Abstract

An algorithm for automatic speech prominence detection is reported in this paper. We describe a comparative analysis on various acoustic features for word prominence detection and report results using a spoken dialog corpus with manually assigned prominence labels. The focus is on features such as spectral intensity and speech rate that are directly extracted from speech based on a correlation-based approach without requiring explicit linguistic or phonetic knowledge. Additionally, various pitch-based measures are studied with respect to their discriminating ability for prominence detection. A parametric scheme for modeling pitch plateau is proposed and this feature alone is found to outperform the traditional local pitch statistics. Two sets of experiments are used to explore the usefulness of the acoustic score generated using these features. The first set focuses on a more traditional way of word prominence detection based on a manually-tagged corpus. A 76.8% classification accuracy was achieved on a corpus of role-playing spoken dialogs. Due to difficulties in manually tagging speech prominence into discrete levels (categories), the second set of experiments focuses on evaluating the score indirectly. Specifically, through experiments on the Switchboard corpus, it is shown that the proposed acoustic score can discriminate between content word and function words in a statistically significant way. The relation between speech prominence and content/function words is also explored. Since prominent words tend to be predominantly content words, and since content words can be automatically marked from text-derived part of speech (POS) information, it is shown that the proposed acoustic score can be indirectly cross-validated through POS information.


▸ What to do
Return all of the data that follows precisely, leaving every image out.

▸ Dataset content

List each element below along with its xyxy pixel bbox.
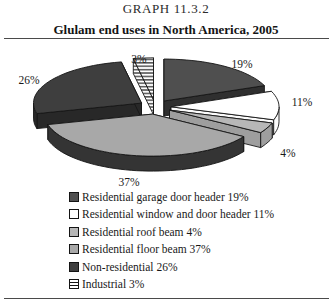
legend-item-industrial: Industrial 3% [69, 276, 274, 294]
legend-swatch-residential-floor-beam [69, 244, 79, 254]
legend-item-residential-roof-beam: Residential roof beam 4% [69, 223, 274, 241]
legend-label: Residential window and door header 11% [82, 208, 274, 220]
legend-swatch-residential-garage-door-header [69, 192, 79, 202]
legend-item-non-residential: Non-residential 26% [69, 258, 274, 276]
legend-swatch-residential-window-and-door-header [69, 209, 79, 219]
legend-item-residential-window-and-door-header: Residential window and door header 11% [69, 206, 274, 224]
legend-swatch-non-residential [69, 262, 79, 272]
legend-item-residential-garage-door-header: Residential garage door header 19% [69, 188, 274, 206]
chart-legend: Residential garage door header 19%Reside… [69, 188, 274, 293]
legend-swatch-residential-roof-beam [69, 227, 79, 237]
slice-callout-residential-garage-door-header: 19% [231, 58, 253, 70]
slice-callout-non-residential: 26% [18, 74, 40, 86]
legend-label: Residential garage door header 19% [82, 191, 249, 203]
slice-callout-industrial: 3% [131, 53, 147, 65]
legend-label: Industrial 3% [82, 278, 144, 290]
slice-callout-residential-floor-beam: 37% [118, 176, 140, 188]
legend-label: Residential roof beam 4% [82, 226, 202, 238]
bottom-divider [4, 298, 329, 299]
glulam-pie-figure: GRAPH 11.3.2 Glulam end uses in North Am… [0, 0, 332, 307]
legend-label: Non-residential 26% [82, 261, 178, 273]
slice-callout-residential-roof-beam: 4% [280, 147, 296, 159]
legend-label: Residential floor beam 37% [82, 243, 211, 255]
legend-item-residential-floor-beam: Residential floor beam 37% [69, 241, 274, 259]
slice-callout-residential-window-and-door-header: 11% [292, 96, 313, 108]
legend-swatch-industrial [69, 279, 79, 289]
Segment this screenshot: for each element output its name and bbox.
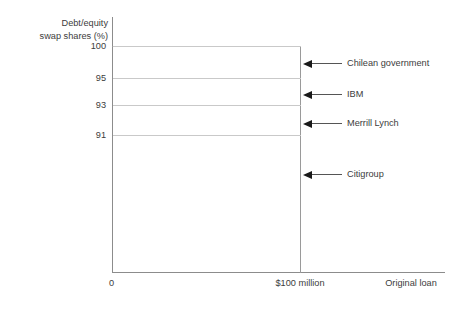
callout-leader-chilean-government (312, 63, 342, 64)
callout-label-ibm: IBM (347, 89, 363, 100)
callout-arrow-icon-citigroup (303, 171, 312, 179)
y-axis-title-line-1: Debt/equity (0, 17, 108, 30)
y-tick-label-91: 91 (64, 130, 106, 140)
callout-label-citigroup: Citigroup (347, 169, 384, 180)
callout-arrow-icon-chilean-government (303, 60, 312, 68)
x-tick-label-100-million: $100 million (240, 278, 360, 289)
y-axis-line (112, 17, 113, 273)
y-axis-title: Debt/equity swap shares (%) (0, 17, 108, 42)
callout-arrow-icon-ibm (303, 91, 312, 99)
x-axis-title: Original loan (372, 278, 450, 289)
callout-leader-ibm (312, 94, 342, 95)
gridline-100 (113, 46, 301, 47)
gridline-93 (113, 105, 301, 106)
y-tick-label-95: 95 (64, 73, 106, 83)
callout-leader-citigroup (312, 174, 342, 175)
y-tick-label-100: 100 (64, 41, 106, 51)
callout-arrow-icon-merrill-lynch (303, 120, 312, 128)
bar-right-edge (300, 46, 301, 273)
x-axis-line (112, 272, 445, 273)
y-tick-label-93: 93 (64, 100, 106, 110)
callout-label-merrill-lynch: Merrill Lynch (347, 118, 399, 129)
gridline-91 (113, 135, 301, 136)
callout-leader-merrill-lynch (312, 123, 342, 124)
gridline-95 (113, 78, 301, 79)
chart-canvas: Debt/equity swap shares (%) 100 95 93 91… (0, 0, 461, 315)
x-tick-label-origin: 0 (109, 278, 114, 289)
callout-label-chilean-government: Chilean government (347, 58, 429, 69)
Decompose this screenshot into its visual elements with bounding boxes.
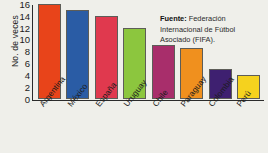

▸ Task output
List each element below along with its xyxy pixel bbox.
legend-item-industrial: Industrial 3% [69, 276, 274, 294]
legend-swatch-residential-floor-beam [69, 244, 79, 254]
legend-item-residential-roof-beam: Residential roof beam 4% [69, 223, 274, 241]
legend-label: Residential window and door header 11% [82, 208, 274, 220]
legend-swatch-residential-garage-door-header [69, 192, 79, 202]
legend-item-non-residential: Non-residential 26% [69, 258, 274, 276]
legend-swatch-residential-window-and-door-header [69, 209, 79, 219]
legend-item-residential-window-and-door-header: Residential window and door header 11% [69, 206, 274, 224]
legend-swatch-non-residential [69, 262, 79, 272]
legend-item-residential-garage-door-header: Residential garage door header 19% [69, 188, 274, 206]
chart-legend: Residential garage door header 19%Reside… [69, 188, 274, 293]
legend-swatch-residential-roof-beam [69, 227, 79, 237]
slice-callout-residential-garage-door-header: 19% [231, 58, 253, 70]
slice-callout-non-residential: 26% [18, 74, 40, 86]
legend-label: Residential garage door header 19% [82, 191, 249, 203]
slice-callout-industrial: 3% [131, 53, 147, 65]
legend-label: Industrial 3% [82, 278, 144, 290]
slice-callout-residential-floor-beam: 37% [118, 176, 140, 188]
legend-label: Residential roof beam 4% [82, 226, 202, 238]
bottom-divider [4, 298, 329, 299]
glulam-pie-figure: GRAPH 11.3.2 Glulam end uses in North Am… [0, 0, 332, 307]
legend-label: Non-residential 26% [82, 261, 178, 273]
slice-callout-residential-roof-beam: 4% [280, 147, 296, 159]
legend-label: Residential floor beam 37% [82, 243, 211, 255]
legend-item-residential-floor-beam: Residential floor beam 37% [69, 241, 274, 259]
slice-callout-residential-window-and-door-header: 11% [292, 96, 313, 108]
legend-swatch-industrial [69, 279, 79, 289]
Segment this screenshot: for each element output its name and bbox.
callout-leader-chilean-government (312, 63, 342, 64)
callout-label-ibm: IBM (347, 89, 363, 100)
callout-arrow-icon-citigroup (303, 171, 312, 179)
y-axis-title-line-1: Debt/equity (0, 17, 108, 30)
y-tick-label-91: 91 (64, 130, 106, 140)
callout-label-citigroup: Citigroup (347, 169, 384, 180)
callout-arrow-icon-chilean-government (303, 60, 312, 68)
x-tick-label-100-million: $100 million (240, 278, 360, 289)
y-axis-line (112, 17, 113, 273)
y-axis-title: Debt/equity swap shares (%) (0, 17, 108, 42)
callout-arrow-icon-ibm (303, 91, 312, 99)
x-axis-title: Original loan (372, 278, 450, 289)
callout-leader-ibm (312, 94, 342, 95)
gridline-100 (113, 46, 301, 47)
gridline-93 (113, 105, 301, 106)
y-tick-label-95: 95 (64, 73, 106, 83)
callout-leader-citigroup (312, 174, 342, 175)
y-tick-label-100: 100 (64, 41, 106, 51)
callout-arrow-icon-merrill-lynch (303, 120, 312, 128)
bar-right-edge (300, 46, 301, 273)
x-axis-line (112, 272, 445, 273)
y-tick-label-93: 93 (64, 100, 106, 110)
callout-label-merrill-lynch: Merrill Lynch (347, 118, 399, 129)
gridline-91 (113, 135, 301, 136)
callout-leader-merrill-lynch (312, 123, 342, 124)
gridline-95 (113, 78, 301, 79)
chart-canvas: Debt/equity swap shares (%) 100 95 93 91… (0, 0, 461, 315)
x-tick-label-origin: 0 (109, 278, 114, 289)
callout-label-chilean-government: Chilean government (347, 58, 429, 69)
Decompose this screenshot into its visual elements with bounding boxes.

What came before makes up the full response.